Third: With four riders bunched at 38 seconds apart–Armstrong, Wiggins, Kloden, Schleck–this is the G.C. battle to watch. I’m pulling for Armstrong, but his words after Verbier–about how quickly he was at the limit and how clear he was that he didn’t have what it took to contend for that stage win–were direct and honest. At the same time, the Tour has changed since Verbier. The competition has been wrung out a little. None of the three men who could push Armstrong out of third have demonstrated they’re superior to him. In fact, Armstrong toyed with Wiggins on Stage 18 and dropped him at the top of the last climb. Frank Schleck was one of the many riders surprised to have Armstrong blast by them during his great bridge attack on Stage 17. And Kloden? Like Frank Schleck, he’s been the good teammate. I don’t see him attacking to get on the podium unless Armstrong simply can’t make it. So: advantage Armstrong, and the podium you’d have seen Friday is the one we’ll get Sunday.

Unless all sorts of crazy stuff happens.

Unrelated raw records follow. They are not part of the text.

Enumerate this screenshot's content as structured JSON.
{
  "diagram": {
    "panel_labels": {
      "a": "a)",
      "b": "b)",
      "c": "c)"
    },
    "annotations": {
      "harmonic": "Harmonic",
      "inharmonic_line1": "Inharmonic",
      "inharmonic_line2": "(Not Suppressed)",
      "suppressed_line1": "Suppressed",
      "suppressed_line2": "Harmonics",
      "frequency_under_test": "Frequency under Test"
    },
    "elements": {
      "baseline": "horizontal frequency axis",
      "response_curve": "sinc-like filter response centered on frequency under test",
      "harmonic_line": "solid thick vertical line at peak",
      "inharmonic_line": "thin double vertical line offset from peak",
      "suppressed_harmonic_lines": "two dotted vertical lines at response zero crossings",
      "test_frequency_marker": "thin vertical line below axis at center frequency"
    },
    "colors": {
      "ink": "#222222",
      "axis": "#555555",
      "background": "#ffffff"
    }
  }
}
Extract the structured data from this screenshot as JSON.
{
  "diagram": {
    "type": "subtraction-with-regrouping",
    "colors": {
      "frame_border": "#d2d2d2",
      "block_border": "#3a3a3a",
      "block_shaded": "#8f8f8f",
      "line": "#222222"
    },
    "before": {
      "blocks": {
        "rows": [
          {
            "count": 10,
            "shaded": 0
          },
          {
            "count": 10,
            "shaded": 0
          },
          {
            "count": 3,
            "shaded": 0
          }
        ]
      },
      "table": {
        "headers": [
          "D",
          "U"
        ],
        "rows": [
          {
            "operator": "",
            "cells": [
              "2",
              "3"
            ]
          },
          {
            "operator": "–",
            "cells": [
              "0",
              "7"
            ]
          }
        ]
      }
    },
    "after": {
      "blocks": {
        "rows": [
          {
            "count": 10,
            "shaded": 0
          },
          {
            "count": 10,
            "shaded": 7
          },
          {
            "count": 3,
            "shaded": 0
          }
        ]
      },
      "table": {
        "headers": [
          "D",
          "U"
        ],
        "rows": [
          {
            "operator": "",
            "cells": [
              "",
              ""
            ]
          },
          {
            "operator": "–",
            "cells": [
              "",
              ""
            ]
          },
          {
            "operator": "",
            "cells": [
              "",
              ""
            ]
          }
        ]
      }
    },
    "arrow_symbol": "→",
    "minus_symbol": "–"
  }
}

Sometimes it does during the Tour.

Tour de France: Stage 17 Notebook

Your Paul Sherwen Quote of the Day: On Astana’s plans for Andreas Klöden: “Over the last couple of days, it appears they’ve been keeping him in reserve as if they’ve been trying to keep him maybe as a protective dark-horse joker.”

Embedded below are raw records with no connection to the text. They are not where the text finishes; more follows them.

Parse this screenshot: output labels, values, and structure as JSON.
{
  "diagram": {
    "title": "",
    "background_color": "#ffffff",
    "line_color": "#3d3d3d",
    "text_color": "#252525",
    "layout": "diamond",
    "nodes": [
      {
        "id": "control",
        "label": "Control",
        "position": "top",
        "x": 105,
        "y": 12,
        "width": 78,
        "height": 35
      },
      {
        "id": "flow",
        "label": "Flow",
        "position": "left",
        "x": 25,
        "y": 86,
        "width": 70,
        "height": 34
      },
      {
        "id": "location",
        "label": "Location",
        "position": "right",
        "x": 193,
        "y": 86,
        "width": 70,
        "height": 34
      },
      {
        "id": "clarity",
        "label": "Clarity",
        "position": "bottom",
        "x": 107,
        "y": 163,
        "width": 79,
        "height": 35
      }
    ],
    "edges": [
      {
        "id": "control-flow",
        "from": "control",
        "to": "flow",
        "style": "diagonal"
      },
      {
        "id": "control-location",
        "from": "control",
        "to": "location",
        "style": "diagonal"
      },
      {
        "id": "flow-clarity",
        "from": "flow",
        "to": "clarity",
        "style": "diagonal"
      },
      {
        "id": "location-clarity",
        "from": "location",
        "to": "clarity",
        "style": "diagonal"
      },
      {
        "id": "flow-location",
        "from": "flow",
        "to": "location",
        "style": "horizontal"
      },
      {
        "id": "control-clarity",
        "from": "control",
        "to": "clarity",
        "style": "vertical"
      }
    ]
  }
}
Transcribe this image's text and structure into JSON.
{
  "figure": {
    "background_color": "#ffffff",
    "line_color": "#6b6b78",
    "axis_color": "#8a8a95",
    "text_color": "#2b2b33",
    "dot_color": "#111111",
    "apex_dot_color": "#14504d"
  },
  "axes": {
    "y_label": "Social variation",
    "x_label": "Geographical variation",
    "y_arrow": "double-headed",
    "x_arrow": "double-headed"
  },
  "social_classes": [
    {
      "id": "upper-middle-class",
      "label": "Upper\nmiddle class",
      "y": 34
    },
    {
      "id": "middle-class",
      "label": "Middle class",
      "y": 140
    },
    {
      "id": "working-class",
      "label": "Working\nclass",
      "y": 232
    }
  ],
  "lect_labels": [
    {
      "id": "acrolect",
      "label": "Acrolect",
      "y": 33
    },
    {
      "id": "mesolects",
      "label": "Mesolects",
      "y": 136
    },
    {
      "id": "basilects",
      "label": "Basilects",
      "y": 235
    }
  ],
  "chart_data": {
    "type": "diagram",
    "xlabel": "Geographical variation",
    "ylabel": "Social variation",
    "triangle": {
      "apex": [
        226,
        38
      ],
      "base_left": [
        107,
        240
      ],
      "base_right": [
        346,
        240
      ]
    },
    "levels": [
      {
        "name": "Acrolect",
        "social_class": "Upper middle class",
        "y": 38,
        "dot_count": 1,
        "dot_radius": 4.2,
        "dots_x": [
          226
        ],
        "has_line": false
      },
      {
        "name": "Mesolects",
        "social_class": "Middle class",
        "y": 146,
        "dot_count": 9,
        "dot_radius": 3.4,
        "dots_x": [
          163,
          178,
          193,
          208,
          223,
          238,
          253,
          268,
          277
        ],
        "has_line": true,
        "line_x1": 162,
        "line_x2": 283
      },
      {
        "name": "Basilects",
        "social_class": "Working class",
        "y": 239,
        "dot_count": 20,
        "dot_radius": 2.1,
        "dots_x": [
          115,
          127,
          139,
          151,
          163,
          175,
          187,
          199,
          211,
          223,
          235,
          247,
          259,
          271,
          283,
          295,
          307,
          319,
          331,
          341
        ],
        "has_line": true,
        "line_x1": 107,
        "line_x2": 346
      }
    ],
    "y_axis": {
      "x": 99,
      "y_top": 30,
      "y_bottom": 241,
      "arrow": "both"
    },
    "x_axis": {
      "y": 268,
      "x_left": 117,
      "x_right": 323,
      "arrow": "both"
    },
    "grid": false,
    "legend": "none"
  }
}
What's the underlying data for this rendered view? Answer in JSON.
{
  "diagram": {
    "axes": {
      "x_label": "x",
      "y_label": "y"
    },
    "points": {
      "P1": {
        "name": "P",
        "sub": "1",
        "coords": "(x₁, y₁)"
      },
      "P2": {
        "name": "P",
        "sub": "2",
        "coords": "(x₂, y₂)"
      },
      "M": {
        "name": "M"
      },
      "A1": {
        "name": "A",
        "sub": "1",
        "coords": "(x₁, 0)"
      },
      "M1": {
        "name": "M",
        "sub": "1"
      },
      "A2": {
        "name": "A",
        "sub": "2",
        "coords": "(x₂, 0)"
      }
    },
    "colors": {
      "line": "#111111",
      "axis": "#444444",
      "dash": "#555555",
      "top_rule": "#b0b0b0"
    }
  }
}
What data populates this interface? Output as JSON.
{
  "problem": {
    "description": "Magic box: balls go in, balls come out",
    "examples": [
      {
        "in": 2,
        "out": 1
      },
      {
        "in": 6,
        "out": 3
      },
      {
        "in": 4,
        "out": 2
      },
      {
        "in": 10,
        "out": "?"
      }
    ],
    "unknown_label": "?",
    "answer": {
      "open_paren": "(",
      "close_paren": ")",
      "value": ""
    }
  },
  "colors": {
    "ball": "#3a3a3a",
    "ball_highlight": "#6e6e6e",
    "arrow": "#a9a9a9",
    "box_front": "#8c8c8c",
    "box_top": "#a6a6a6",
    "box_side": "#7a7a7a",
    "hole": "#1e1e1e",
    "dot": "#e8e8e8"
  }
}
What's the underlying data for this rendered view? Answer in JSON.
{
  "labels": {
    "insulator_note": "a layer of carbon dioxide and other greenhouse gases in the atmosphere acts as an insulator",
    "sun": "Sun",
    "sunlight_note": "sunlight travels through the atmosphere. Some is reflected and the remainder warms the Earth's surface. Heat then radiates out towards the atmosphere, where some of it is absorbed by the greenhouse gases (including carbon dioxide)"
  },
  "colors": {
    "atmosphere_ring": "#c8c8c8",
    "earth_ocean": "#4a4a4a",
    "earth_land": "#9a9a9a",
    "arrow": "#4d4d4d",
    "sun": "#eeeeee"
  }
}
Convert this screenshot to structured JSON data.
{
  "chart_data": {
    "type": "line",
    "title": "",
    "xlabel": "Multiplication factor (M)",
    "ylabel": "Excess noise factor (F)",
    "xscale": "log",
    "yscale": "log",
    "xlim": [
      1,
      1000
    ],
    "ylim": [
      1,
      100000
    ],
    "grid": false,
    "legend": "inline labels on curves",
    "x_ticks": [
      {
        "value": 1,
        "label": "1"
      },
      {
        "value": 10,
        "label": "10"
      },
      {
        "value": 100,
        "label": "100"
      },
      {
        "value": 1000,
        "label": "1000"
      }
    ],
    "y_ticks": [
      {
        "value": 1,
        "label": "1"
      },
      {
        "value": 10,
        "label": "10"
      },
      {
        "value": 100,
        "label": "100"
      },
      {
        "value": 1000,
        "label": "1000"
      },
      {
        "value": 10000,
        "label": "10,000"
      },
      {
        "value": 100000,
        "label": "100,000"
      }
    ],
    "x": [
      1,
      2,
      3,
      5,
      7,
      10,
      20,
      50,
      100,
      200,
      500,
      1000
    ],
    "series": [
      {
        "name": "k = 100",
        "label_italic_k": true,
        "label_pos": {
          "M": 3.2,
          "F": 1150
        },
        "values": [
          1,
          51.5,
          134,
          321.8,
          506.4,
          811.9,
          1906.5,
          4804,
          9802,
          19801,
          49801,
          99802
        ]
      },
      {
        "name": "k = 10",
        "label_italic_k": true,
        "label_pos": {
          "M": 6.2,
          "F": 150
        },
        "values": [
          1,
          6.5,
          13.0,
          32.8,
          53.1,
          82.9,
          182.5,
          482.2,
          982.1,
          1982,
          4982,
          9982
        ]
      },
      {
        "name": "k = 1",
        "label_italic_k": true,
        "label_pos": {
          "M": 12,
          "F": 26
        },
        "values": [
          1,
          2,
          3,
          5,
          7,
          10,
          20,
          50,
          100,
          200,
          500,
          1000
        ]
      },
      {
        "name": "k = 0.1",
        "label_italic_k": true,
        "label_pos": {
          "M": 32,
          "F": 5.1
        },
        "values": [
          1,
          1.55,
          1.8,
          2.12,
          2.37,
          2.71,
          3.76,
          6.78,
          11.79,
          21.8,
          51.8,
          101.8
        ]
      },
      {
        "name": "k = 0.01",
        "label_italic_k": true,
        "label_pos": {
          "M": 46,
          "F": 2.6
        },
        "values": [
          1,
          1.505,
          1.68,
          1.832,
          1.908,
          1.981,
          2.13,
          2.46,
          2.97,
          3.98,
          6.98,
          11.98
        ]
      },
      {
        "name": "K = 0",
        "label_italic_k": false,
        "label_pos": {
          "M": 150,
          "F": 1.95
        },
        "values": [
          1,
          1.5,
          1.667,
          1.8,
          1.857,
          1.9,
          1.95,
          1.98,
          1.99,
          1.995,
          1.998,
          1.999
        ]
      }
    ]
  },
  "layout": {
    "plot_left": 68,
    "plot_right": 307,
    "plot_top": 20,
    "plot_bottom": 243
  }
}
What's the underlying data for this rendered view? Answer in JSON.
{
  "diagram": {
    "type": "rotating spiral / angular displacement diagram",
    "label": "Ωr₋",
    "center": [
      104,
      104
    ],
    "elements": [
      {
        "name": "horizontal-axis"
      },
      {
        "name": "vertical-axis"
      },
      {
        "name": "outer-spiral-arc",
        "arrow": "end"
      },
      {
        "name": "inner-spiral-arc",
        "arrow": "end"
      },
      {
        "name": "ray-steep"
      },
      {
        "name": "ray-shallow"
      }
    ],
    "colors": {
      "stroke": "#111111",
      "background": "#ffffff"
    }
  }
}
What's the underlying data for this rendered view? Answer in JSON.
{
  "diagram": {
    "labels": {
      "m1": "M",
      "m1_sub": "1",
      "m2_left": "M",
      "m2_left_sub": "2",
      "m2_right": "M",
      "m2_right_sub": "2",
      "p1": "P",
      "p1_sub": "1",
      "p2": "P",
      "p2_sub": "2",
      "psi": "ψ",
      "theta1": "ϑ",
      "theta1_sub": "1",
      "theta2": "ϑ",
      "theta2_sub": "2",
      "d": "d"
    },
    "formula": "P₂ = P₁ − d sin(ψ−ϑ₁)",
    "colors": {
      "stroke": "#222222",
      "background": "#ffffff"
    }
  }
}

‘Paging Cadel Evans’: He trailed from the very start, dangled off the end of the peloton at the top of the first climb, and finished 29:43 behind the leaders. It’s a performance reminiscent of Greg LeMond’s 1992 Tour campaign, which he abandoned. LeMond announced soon afterward that he was suffering from mitochondrial myopathy, possibly related to his 1987 hunting accident. Evans started raising questions about his own health after losing more than 3 minutes on Stage 16. He reported via Twitter, “I don’t know what is the matter with me at this #tdf, obviously I’m not at my usual level. I’m going to a Doc now :o(.” (Yes, with emoticon.) No word on what the doctor might have told him. On his finish today, Evans writes: “My first gruppetto in the #tdf ever. It was… fun actually. Strange talking to Aussie’s while riding, normally have everything to loose!”

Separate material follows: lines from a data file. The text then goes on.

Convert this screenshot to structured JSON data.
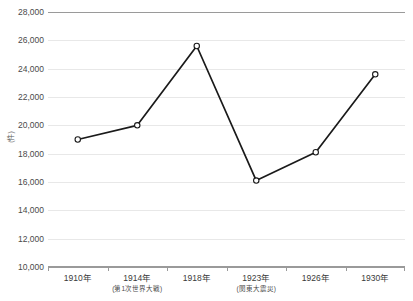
{
  "chart_data": {
    "type": "line",
    "title": "",
    "xlabel": "",
    "ylabel": "(件)",
    "categories": [
      "1910年",
      "1914年",
      "1918年",
      "1923年",
      "1926年",
      "1930年"
    ],
    "category_notes": [
      "",
      "(第1次世界大戦)",
      "",
      "(関東大震災)",
      "",
      ""
    ],
    "values": [
      19000,
      20000,
      25600,
      16100,
      18100,
      23600
    ],
    "series": [
      {
        "name": "件数",
        "values": [
          19000,
          20000,
          25600,
          16100,
          18100,
          23600
        ]
      }
    ],
    "ylim": [
      10000,
      28000
    ],
    "ytick_step": 2000,
    "yticks": [
      10000,
      12000,
      14000,
      16000,
      18000,
      20000,
      22000,
      24000,
      26000,
      28000
    ],
    "ytick_labels": [
      "10,000",
      "12,000",
      "14,000",
      "16,000",
      "18,000",
      "20,000",
      "22,000",
      "24,000",
      "26,000",
      "28,000"
    ],
    "grid": true,
    "legend": false,
    "legend_position": "none",
    "marker": "circle-open",
    "line_color": "#1a1a1a",
    "marker_fill": "#ffffff",
    "marker_stroke": "#1a1a1a",
    "grid_color": "#e8e8e8",
    "axis_color": "#9a9a9a",
    "background_color": "#ffffff"
  }
}
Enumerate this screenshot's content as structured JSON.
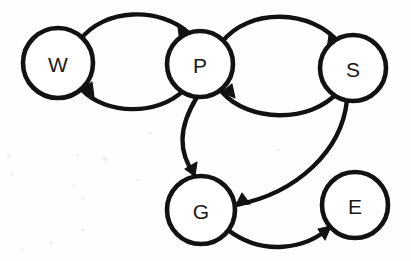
{
  "diagram": {
    "type": "directed-graph",
    "background_color": "#fefefe",
    "stroke_color": "#121212",
    "node_fill": "#ffffff",
    "nodes": [
      {
        "id": "W",
        "label": "W",
        "cx": 58,
        "cy": 63,
        "r": 35
      },
      {
        "id": "P",
        "label": "P",
        "cx": 200,
        "cy": 64,
        "r": 33
      },
      {
        "id": "S",
        "label": "S",
        "cx": 353,
        "cy": 68,
        "r": 33
      },
      {
        "id": "G",
        "label": "G",
        "cx": 201,
        "cy": 210,
        "r": 34
      },
      {
        "id": "E",
        "label": "E",
        "cx": 355,
        "cy": 205,
        "r": 33
      }
    ],
    "edges": [
      {
        "id": "w-to-p",
        "from": "W",
        "to": "P",
        "label": "",
        "curve": "arc-above"
      },
      {
        "id": "p-to-w",
        "from": "P",
        "to": "W",
        "label": "",
        "curve": "arc-below"
      },
      {
        "id": "p-to-s",
        "from": "P",
        "to": "S",
        "label": "",
        "curve": "arc-above"
      },
      {
        "id": "s-to-p",
        "from": "S",
        "to": "P",
        "label": "",
        "curve": "arc-below"
      },
      {
        "id": "p-to-g",
        "from": "P",
        "to": "G",
        "label": "",
        "curve": "arc-left"
      },
      {
        "id": "s-to-g",
        "from": "S",
        "to": "G",
        "label": "",
        "curve": "sweep-right"
      },
      {
        "id": "g-to-e",
        "from": "G",
        "to": "E",
        "label": "",
        "curve": "arc-below"
      }
    ]
  }
}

The Ox from Grimstad: Thor Hushovd turned in a stunning ride today. The massive, Norwegian, annoyingly nicknamed “God of Thunder” hauled himself across today’s climbs with enough alacrity to beat Evans across the line. Early on, he stayed close enough to dominated the front to win two intermediate sprints and pick up 12 points in the green jersey sprint competition. His nemesis, Mark Cavendish, was nowhere near the front and took zip today; he now trails Hushovd by 30 points — 230 to 200. While being no match for Cavendish in a two-up sprint, Hushovd looks like he’s locked up the green by having a more effective all-around game.

Liggett & Sherwen, Stained Jerseys, and Biscuits: Watching Thor Hushovd go over the second col of the day ahead of all the climbers:

Phil: This rider is still stinging from the words of Mark Cavendish, saying ‘there will always been a stain on your green jersey because you took if from me on a protest down in Besancon, and I wonder if that’s inspired Thor Hushovd today to go out, beat the climbers, win six points, and probably the green jersey with it.

Paul: You could probably say that he’s taking that green jersey to the laundry, Phil, to get rid of that stain this afternoon, because if he can get himself 12 points on a mountain stage, that really does take the biscuit, because this is a very brave move by a man who probably weighs in 10 or 15 kilos more than the guys in the group behind him, the climbers. He weighs in at 80 kilos … which is … I’m not sure … you can do the calculation … multiply by 2.2.

Phil: I will, yeah, when I’ve got time. It’s a lot.